The tone of Thomas’ poem hinges on despair and loneliness, with the first stanza introducing the hunchback through his given nickname, ‘the hunchback in the park’ and then adds the adjective of ‘solitary’ which levers him down as someone completely disparate and withdrawn from society. This lonely life is accentuated by connotations in the words ‘sombre’ and ‘dark’, which evokes the sense of emptiness, that is emptiness from isolation and darkness. Thomas’s diction is so intricate and embroidered with symbolisation where, in the second stanza, the hunchback eats from newspapers that are discarded. This represents a form of social deformity, where he can only eat from the stale things and does not have access to reality. There is also the repetition of the word ‘chained’ which highlights its denotative meaning of restriction where the hunchback has to drink water from a cup that was chained to a water fountain so that it is not stolen, and Thomas uses a pun in him not being chained up. Thus, the hunchback might have physical and societal deformities, but he was still free.

The third stanza follows a sense of zoomorphism where Thomas uses a simile to characterise the hunchback as an early riser, like the park birds and then sits as a still as water.
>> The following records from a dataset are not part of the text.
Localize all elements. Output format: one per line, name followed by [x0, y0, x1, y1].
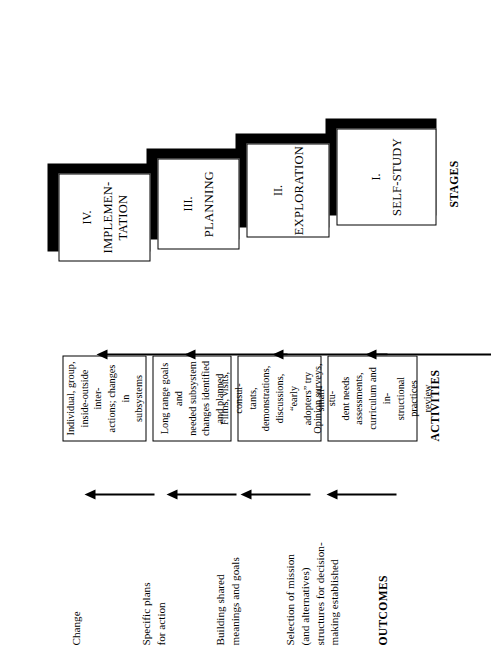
stage-exploration-face: II. EXPLORATION — [246, 143, 329, 237]
outcome-text-implementation: Change — [68, 465, 83, 645]
stage-to-activity-head-exploration — [272, 349, 283, 359]
activities-box-implementation[interactable]: Individual, group, inside-outside inter-… — [62, 355, 146, 441]
stage-exploration[interactable]: II. EXPLORATION — [246, 143, 329, 237]
stage-implementation[interactable]: IV. IMPLEMEN- TATION — [58, 173, 150, 261]
activities-box-exploration[interactable]: Films, visits, consul- tants, demonstrat… — [237, 355, 321, 441]
stage-self-study-number: I. — [368, 173, 383, 180]
outcome-arrow-shaft-planning — [174, 493, 236, 495]
activities-box-self-study[interactable]: Opinion surveys, stu- dent needs assessm… — [327, 355, 417, 441]
stage-to-activity-head-implementation — [96, 349, 107, 359]
stage-exploration-number: II. — [270, 185, 285, 196]
stage-implementation-number: IV. — [79, 210, 94, 224]
outcome-arrow-head-exploration — [240, 489, 251, 499]
outcome-text-planning: Specific plans for action — [138, 465, 168, 645]
stages-column-label-main: STAGES — [447, 160, 459, 207]
stage-implementation-name: IMPLEMEN- TATION — [100, 181, 129, 253]
activities-text-exploration: Films, visits, consul- tants, demonstrat… — [238, 356, 320, 440]
outcome-arrow-shaft-exploration — [248, 493, 310, 495]
activities-text-implementation: Individual, group, inside-outside inter-… — [63, 356, 145, 440]
stage-planning-name: PLANNING — [201, 170, 215, 236]
stage-self-study-face: I. SELF-STUDY — [336, 128, 436, 225]
outcomes-column-label: OUTCOMES — [376, 575, 388, 645]
stage-planning-number: III. — [180, 196, 195, 211]
outcome-arrow-head-implementation — [84, 489, 95, 499]
stage-planning[interactable]: III. PLANNING — [157, 158, 239, 249]
stage-to-activity-head-planning — [184, 349, 195, 359]
outcome-arrow-shaft-implementation — [92, 493, 154, 495]
stage-planning-face: III. PLANNING — [157, 158, 239, 249]
stage-self-study-name: SELF-STUDY — [389, 138, 403, 216]
stage-self-study[interactable]: I. SELF-STUDY — [336, 128, 436, 225]
stage-to-activity-head-self-study — [365, 349, 376, 359]
outcome-arrow-shaft-self-study — [334, 493, 396, 495]
stage-implementation-face: IV. IMPLEMEN- TATION — [58, 173, 150, 261]
outcome-arrow-head-self-study — [326, 489, 337, 499]
activities-text-self-study: Opinion surveys, stu- dent needs assessm… — [328, 356, 416, 440]
stage-exploration-name: EXPLORATION — [291, 145, 305, 234]
outcome-arrow-head-planning — [166, 489, 177, 499]
outcome-text-exploration: Building shared meanings and goals — [212, 465, 242, 645]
Here, Thomas also introduces the children who taunt him, but it is a taunting of childish playfulness and mischievousness where they call out to him and then run away. These children are presented in a dual manner, where they are named truants, which promptly analogises them with mischief but they seem to be the only ones who communicate with this solitary being, even if it is a monosyllabic word and is devoid of true interest.
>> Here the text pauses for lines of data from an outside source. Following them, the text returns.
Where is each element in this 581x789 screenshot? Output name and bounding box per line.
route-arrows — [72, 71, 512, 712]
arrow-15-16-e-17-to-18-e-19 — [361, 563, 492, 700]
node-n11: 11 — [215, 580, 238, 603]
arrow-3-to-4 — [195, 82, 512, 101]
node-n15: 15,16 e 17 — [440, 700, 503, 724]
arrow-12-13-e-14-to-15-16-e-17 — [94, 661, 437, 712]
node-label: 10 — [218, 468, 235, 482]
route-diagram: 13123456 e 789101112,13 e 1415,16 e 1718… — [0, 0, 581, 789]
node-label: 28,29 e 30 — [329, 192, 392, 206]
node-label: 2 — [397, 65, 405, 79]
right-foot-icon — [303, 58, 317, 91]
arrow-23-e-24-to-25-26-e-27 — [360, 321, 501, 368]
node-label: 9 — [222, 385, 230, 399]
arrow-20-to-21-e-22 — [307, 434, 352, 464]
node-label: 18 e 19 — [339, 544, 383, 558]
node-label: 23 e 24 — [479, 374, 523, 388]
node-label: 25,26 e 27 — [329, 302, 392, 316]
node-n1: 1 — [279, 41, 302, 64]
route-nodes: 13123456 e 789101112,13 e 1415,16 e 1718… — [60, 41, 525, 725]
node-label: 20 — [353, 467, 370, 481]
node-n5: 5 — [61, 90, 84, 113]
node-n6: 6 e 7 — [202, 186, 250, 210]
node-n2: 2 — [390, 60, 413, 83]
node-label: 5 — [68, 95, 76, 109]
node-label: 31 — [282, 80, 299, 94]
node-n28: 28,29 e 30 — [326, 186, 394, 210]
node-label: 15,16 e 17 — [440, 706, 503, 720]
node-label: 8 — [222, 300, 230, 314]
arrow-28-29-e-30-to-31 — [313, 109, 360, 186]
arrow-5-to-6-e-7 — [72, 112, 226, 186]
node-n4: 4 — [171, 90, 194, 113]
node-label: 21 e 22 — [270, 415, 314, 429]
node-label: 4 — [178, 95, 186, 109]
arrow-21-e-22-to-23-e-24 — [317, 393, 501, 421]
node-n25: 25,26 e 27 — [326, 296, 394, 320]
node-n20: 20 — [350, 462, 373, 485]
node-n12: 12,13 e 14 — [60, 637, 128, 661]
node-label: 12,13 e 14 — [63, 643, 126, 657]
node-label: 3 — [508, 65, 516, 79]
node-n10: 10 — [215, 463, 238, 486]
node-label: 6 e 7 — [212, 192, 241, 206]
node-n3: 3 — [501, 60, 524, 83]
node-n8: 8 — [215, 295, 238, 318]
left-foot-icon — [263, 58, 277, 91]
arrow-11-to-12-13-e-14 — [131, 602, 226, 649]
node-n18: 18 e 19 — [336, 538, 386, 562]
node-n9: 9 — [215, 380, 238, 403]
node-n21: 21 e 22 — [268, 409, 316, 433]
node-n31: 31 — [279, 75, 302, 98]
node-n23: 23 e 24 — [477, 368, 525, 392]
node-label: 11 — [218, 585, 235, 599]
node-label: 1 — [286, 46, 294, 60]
Thomas also sketches the different ways of life that take place all around the hunchback, from the nurses with the babies that come into the park with the group of truants who mock his deformity and sprint away from him with the vivacity of tigers – this mere metaphor also depicts a contrast in which the children act as predators, teasing and taunting the hunchback, whose physical deformity weakens him, both in strength and in his societal position like a meek prey. But, Thomas does not describe the park extensively, rather concentrates primarily on the hunchback and the people around him, which separates and focuses the poem on these two factors, but mainly on the hunchback. This also helps Thomas to present the creative mind of the hunchback who, in his loneliness, imagines a woman for his companion – someone who is beautiful and does not possess any deformity of any kind; someone who stays with him even when the park is locked and there are no more people except for him. This craving of company and assurance of beauty within that company is what symbolises the hunchback as a frustrated artist; an artist who cannot be comprehended by life and this constraint in imagination fostered by life and society can also be seen in the kennel which is a virtual symbolisation of constriction. The hunchback wants the beauty and unity but that is only in his imagination – he cannot have that in reality and that frustrates and constricts him.
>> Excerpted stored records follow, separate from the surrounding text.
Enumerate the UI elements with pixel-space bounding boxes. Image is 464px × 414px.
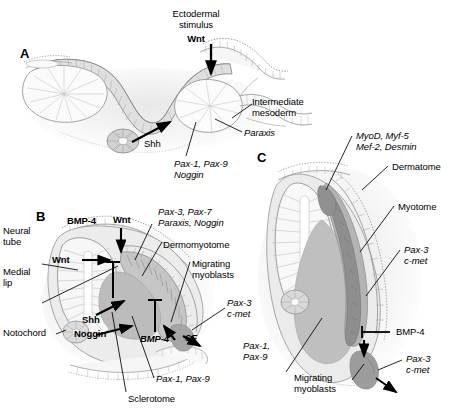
label-pax-noggin-a: Pax-1, Pax-9 Noggin bbox=[174, 158, 228, 180]
label-sf-b: SF bbox=[185, 332, 197, 343]
label-sclerotome-b: Sclerotome bbox=[128, 393, 175, 404]
label-myod-c: MyoD, Myf-5 Mef-2, Desmin bbox=[356, 130, 416, 152]
label-paraxis-a: Paraxis bbox=[244, 127, 275, 138]
label-myotome-c: Myotome bbox=[398, 201, 436, 212]
label-wnt-top-b: Wnt bbox=[113, 214, 131, 225]
label-pax3-cmet-b: Pax-3 c-met bbox=[227, 297, 251, 319]
panel-a-letter: A bbox=[20, 48, 29, 59]
label-shh-a: Shh bbox=[144, 138, 161, 149]
label-wnt-a: Wnt bbox=[172, 33, 220, 44]
label-medial-lip-b: Medial lip bbox=[3, 266, 30, 288]
label-pax3-cmet-top-c: Pax-3 c-met bbox=[404, 244, 428, 266]
label-pax3-pax7-b: Pax-3, Pax-7 Paraxis, Noggin bbox=[158, 206, 224, 228]
label-dermomyotome-b: Dermomyotome bbox=[163, 239, 229, 250]
label-dermatome-c: Dermatome bbox=[392, 161, 441, 172]
label-pax1-pax9-b: Pax-1, Pax-9 bbox=[156, 373, 210, 384]
label-ectodermal-stimulus: Ectodermal stimulus bbox=[152, 8, 240, 30]
label-bmp4-top-b: BMP-4 bbox=[67, 215, 96, 226]
label-bmp4-c: BMP-4 bbox=[396, 326, 425, 337]
label-pax3-cmet-bottom-c: Pax-3 c-met bbox=[406, 353, 430, 375]
label-bmp4-bottom-b: BMP-4 bbox=[140, 333, 169, 344]
label-pax1-pax9-c: Pax-1, Pax-9 bbox=[243, 340, 270, 362]
label-migrating-myoblasts-b: Migrating myoblasts bbox=[192, 258, 234, 280]
label-noggin-b: Noggin bbox=[74, 328, 106, 339]
panel-c-letter: C bbox=[257, 152, 266, 163]
panel-b-letter: B bbox=[36, 211, 45, 222]
label-notochord-b: Notochord bbox=[3, 327, 46, 338]
panel-c-art bbox=[258, 136, 422, 392]
figure-root: A Ectodermal stimulus Wnt Intermediate m… bbox=[0, 0, 464, 414]
label-migrating-myoblasts-c: Migrating myoblasts bbox=[294, 372, 336, 394]
label-intermediate-mesoderm: Intermediate mesoderm bbox=[252, 96, 304, 118]
label-neural-tube-b: Neural tube bbox=[3, 225, 30, 247]
label-shh-b: Shh bbox=[82, 314, 100, 325]
figure-canvas bbox=[0, 0, 464, 414]
migration-arrow-lower-c bbox=[376, 378, 396, 392]
label-wnt-left-b: Wnt bbox=[52, 254, 70, 265]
The poem can also be interpreted as a contrast between life and death, and the process to achieving eternity and the struggle that precedes it. It is about the incapability of people to see you in something different than the physical being and the resilient mockery they hit you with because you cannot express yourself properly to them, symbolising the handicap within the handicap. People see you in the way they want to see you, but they do not understand the struggle of the frustrated artist. And still, we want to hold on to life, and this is represented through the symbolist devices of the water and bread which signifies life. But, in death, we find companionship and perfection and that is visualised through the woman. Thus, Thomas’ poem can also be likened to a poem about life and heaving through the difficulties in life before finding peace in death.

The Hunchback in the Park is about melancholia and loneliness. It is also about the feeling of isolation and the discontentment in the external life that we start looking for beauty and satisfaction in the other life, that is virtualised in the mind and presented in death. The poem revolves around the sorrow of one deformed person, a loner amidst the swans in life, that the poet had seen as a child, and this Thomas heightens to reveal a marvellous contrast between outward cruelty and hurt to the inward beauty and peace.